Two years ago, when the former Australian prime minister Scott Morrison gave in to diplomatic pressure and turned up at the Cop26 climate summit in Glasgow, the story of Australia’s response to the climate crisis was straightforward. There wasn’t one.
Morrison mustered a bit of half-hearted rhetoric and re-heated climate funding, and suffered through the fallout of French president Emmanuel Macron accusing him of lying, but did nothing to dispel the view that Australia had no meaningful climate policies and was a roadblock at the talks not far removed from the Russians and Saudis.
Continue reading...Chris Bowen tells Cop28 to ‘end the use of fossil fuels’ in energy production as talks try to break deadlock
Australia’s climate minister says summit must aim to keep 1.5C goal alive so Pacific countries are not ‘swallowed by the seas’
The Australian climate change minister, Chris Bowen, has told nearly 200 countries at the Cop28 summit that the use of fossil fuels in energy production must end.
This came as the president of the Cop, Sultan Al Jaber, convened a majlis – a meeting in the traditional form of an elders’ conference in the United Arab Emirates – between all countries late on Sunday in an attempt to reach consensus on points of deadlock, including whether fossil fuels should be phased out or phased down.
Continue reading...The Guardian view on Labour and the climate crisis: the £28bn question deserves an answer | Editorial
Sir Keir Starmer has popular plans to green the economy but electoral support is the crucial precondition for to make them a reality
Politicians know they can’t win an argument without making it. Yet unfortunately that is what Sir Keir Starmer seems to believe. In 2021, the party earmarked £28bn a year for a green industrial strategy to rid the economy of its carbon addiction and create a wave of “clean jobs”. This summer, however, the spending was postponed to the second half of the next parliament. Then it was reported that it would take a full term to ultimately redeem the pledge. Last week, because of self-imposed fiscal rules, Sir Keir suggested it might not happen. This was unsettling, especially as Labour is miles ahead in the polls. Yet more disappointment is in store. On Tuesday, according to reports, the Labour leader will extol the virtues of small technocratic policies rather than big transformative ones.
Sir Keir is mistaken if he thinks he can avoid a fight by not turning up. British governments are unusually free to overhaul the country’s economy, but electoral support is the crucial precondition for such changes. Green policies won’t happen by themselves. This week, Cop28 will reach a climax, spotlighting the climate emergency. Inaction is not an option: relying on volatile gas prices would cost Britain double that of achieving 2050 net zero targets. Sir Keir knows that Labour spending will be caricatured as a “tax bombshell” by the Tories. Ministers hope to overwhelm facts with emotional force. But Labour should take heart that Rishi Sunak’s U-turn on climate targets in September, coupled with a conspiracy-laden assault on the opposition, fell flat with voters.
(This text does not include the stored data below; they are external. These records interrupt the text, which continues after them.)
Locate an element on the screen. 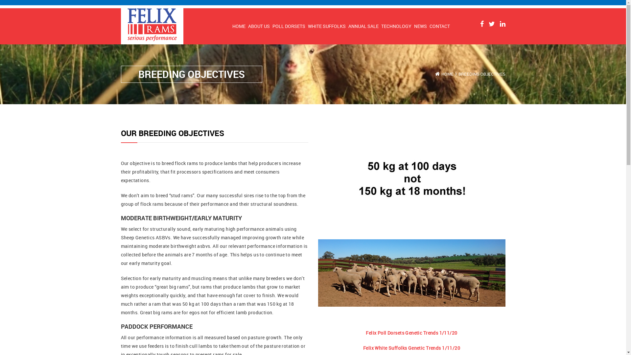 The image size is (631, 355). TECHNOLOGY is located at coordinates (396, 26).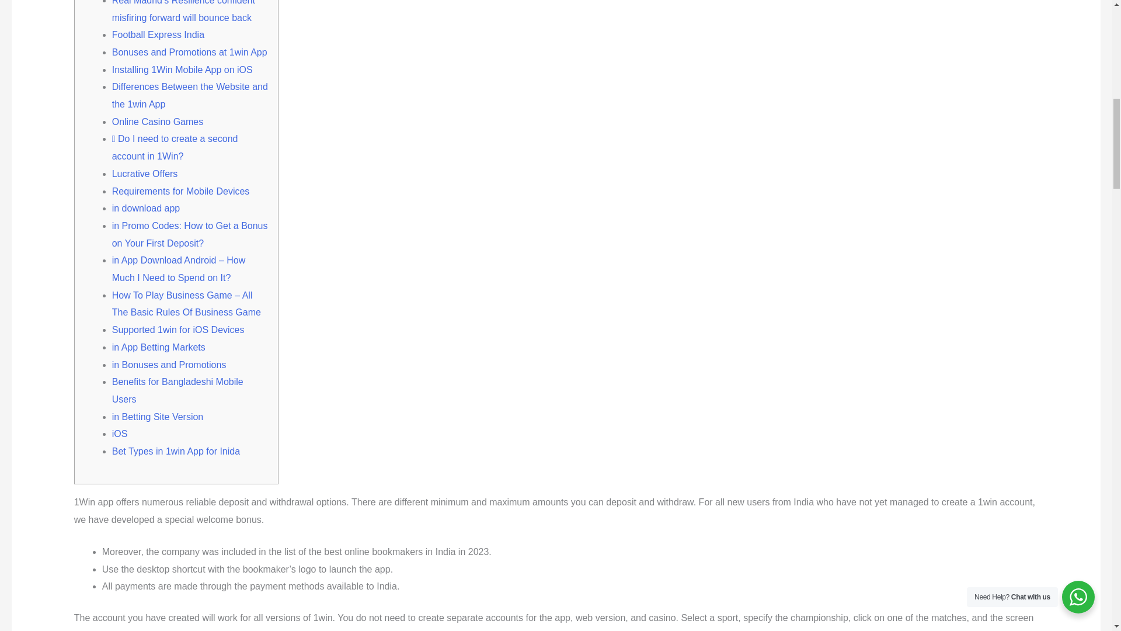 Image resolution: width=1121 pixels, height=631 pixels. What do you see at coordinates (145, 173) in the screenshot?
I see `Lucrative Offers` at bounding box center [145, 173]. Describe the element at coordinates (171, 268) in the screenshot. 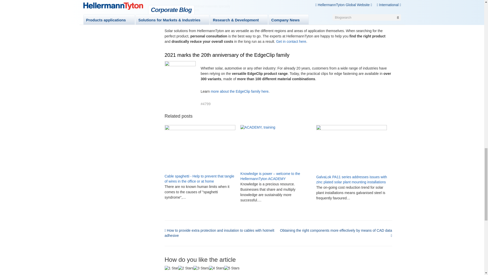

I see `1 Star` at that location.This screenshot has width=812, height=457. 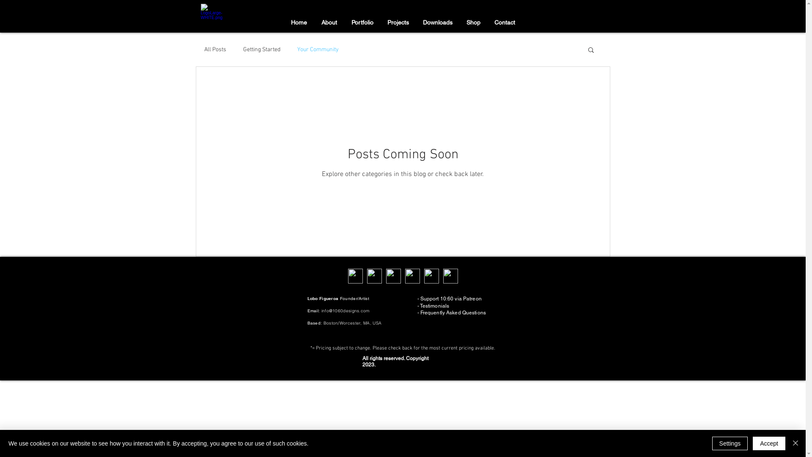 I want to click on Contact, so click(x=504, y=23).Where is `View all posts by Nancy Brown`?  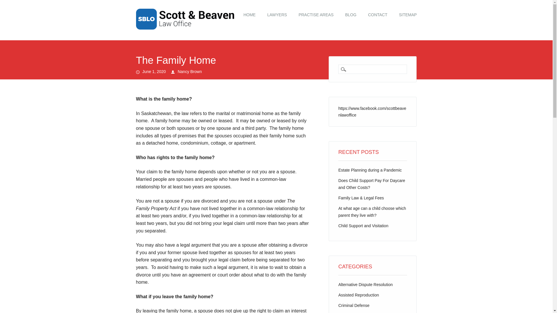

Continue reading...‘Come with solutions’: Cop28 president calls for compromise in final meetings
Sultan Al Jaber urges nations to be flexible as talks reach impasse over whether to phase out or phase down fossil fuels
Ministers and negotiators must come to the vital final meetings of Cop28 without prepared statements, without rigid red lines, and be prepared to compromise, the president of the UN climate summit has said.
Sultan Al Jaber, whose position is now pivotal to the talks as they enter their final days, on Sunday convened a majlis of all countries, a meeting in the traditional form of an elders’ conference in the United Arab Emirates.